Validation - How to Verify It Works
Test the Complete Flow:
- Clear all sessions and cookies
- Initiate authorization—you should be redirected to the provider
- Authorize the application
- Verify you're redirected back with a code parameter
- Check your logs—you should see a successful token exchange
- Make an API call using the access token—it should succeed
Security Validation Checklist:
- Authorization URL includes
code_challengeandcode_challenge_method=S256 - State parameter is validated on callback
- Redirect URI exactly matches registered URI (including trailing slashes)

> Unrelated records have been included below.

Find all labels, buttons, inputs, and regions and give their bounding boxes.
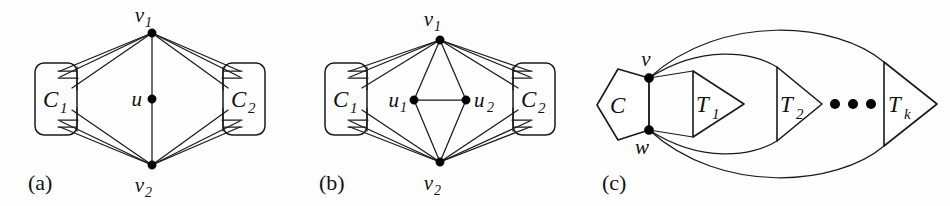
label-tk-sub: k (904, 106, 911, 122)
panel-b: v 1 u 1 u 2 v 2 C 1 C 2 (b) (295, 0, 595, 206)
label-w: w (635, 135, 649, 159)
label-v: v (641, 47, 651, 71)
panel-label-b: (b) (319, 170, 345, 195)
label-v1: v (135, 3, 145, 27)
ellipsis-dots (830, 99, 876, 109)
label-c1-sub: 1 (350, 100, 358, 116)
panel-label-a: (a) (28, 170, 52, 195)
label-c1: C (43, 87, 59, 112)
vertex-v2 (436, 158, 444, 166)
vertex-u (148, 95, 156, 103)
label-c2-sub: 2 (248, 100, 256, 116)
label-v2: v (135, 173, 145, 197)
vertex-w (644, 125, 653, 134)
panel-a: v 1 u v 2 C 1 C 2 (a) (0, 0, 300, 206)
label-u2: u (474, 88, 485, 112)
label-c1: C (333, 87, 349, 112)
arc-v-tk (649, 30, 884, 78)
label-u1-sub: 1 (400, 100, 407, 115)
label-t2-sub: 2 (796, 106, 804, 122)
vertex-u2 (462, 96, 470, 104)
vertex-u1 (410, 96, 418, 104)
panel-label-c: (c) (602, 170, 626, 195)
arc-w-tk (649, 130, 884, 178)
label-c2: C (521, 87, 537, 112)
vertex-v1 (148, 29, 156, 37)
label-v1: v (424, 7, 434, 31)
vertex-v2 (148, 161, 156, 169)
label-v1-sub: 1 (434, 19, 441, 34)
label-v2-sub: 2 (434, 183, 441, 198)
label-t1: T (696, 92, 711, 117)
label-c1-sub: 1 (60, 100, 68, 116)
panel-c: v w C T 1 T 2 T k (c) (592, 0, 950, 206)
vertex-v (644, 73, 653, 82)
label-t2: T (780, 92, 795, 117)
label-c: C (610, 93, 626, 118)
label-c2: C (231, 87, 247, 112)
label-v1-sub: 1 (145, 15, 152, 30)
label-u: u (132, 87, 143, 111)
diamond-v1-u1-v2-u2 (414, 40, 466, 162)
label-tk: T (888, 92, 903, 117)
figure-root: v 1 u v 2 C 1 C 2 (a) (0, 0, 950, 206)
label-u2-sub: 2 (487, 100, 494, 115)
label-c2-sub: 2 (538, 100, 546, 116)
vertex-v1 (436, 36, 444, 44)
label-t1-sub: 1 (712, 106, 720, 122)
label-v2-sub: 2 (145, 185, 152, 200)
label-v2: v (424, 171, 434, 195)
label-u1: u (389, 88, 400, 112)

- Tokens are encrypted at rest
- Access tokens expire within 60 minutes
- Client secret never appears in frontend code or logs
- HTTPS is enforced on all OAuth endpoints
- Token refresh works without user interaction
Test Failure Scenarios:
- Tamper with the state parameter—request should be rejected
- Modify the redirect URI—authorization should fail
- Attempt to reuse an authorization code—second exchange should fail
- Use an expired access token—API should return 401
Maintenance / Ongoing Tasks
Weekly:
- Review OAuth authorization logs for unusual patterns (multiple failed attempts, authorizations from unexpected locations)
- Check for tokens approaching their maximum lifetime
Monthly:
- Audit active refresh tokens—revoke any for inactive users
- Review requested scopes—remove any you're no longer using
- Verify redirect URIs are still valid and under your control
Quarterly:
- Rotate client secrets (coordinate with your OAuth provider)
- Review token encryption keys—plan rotation if needed
- Test your token revocation process
When OAuth Provider Updates:
- Read security advisories immediately
- Test your implementation against new endpoints
- Update deprecated parameters (OpenID Connect, introduced in 2014 as an identity layer on OAuth 2.0, continues to evolve)
Monitoring Alerts to Configure:
- Failed token exchanges (may indicate authorization code theft attempts)
- Tokens used from unexpected IP ranges
- Refresh token reuse (indicates possible token theft)
- Authorization requests with missing PKCE parameters
Your OAuth implementation is not set-and-forget infrastructure. Treat it like any other authentication system—monitor, audit, and update as threats evolve.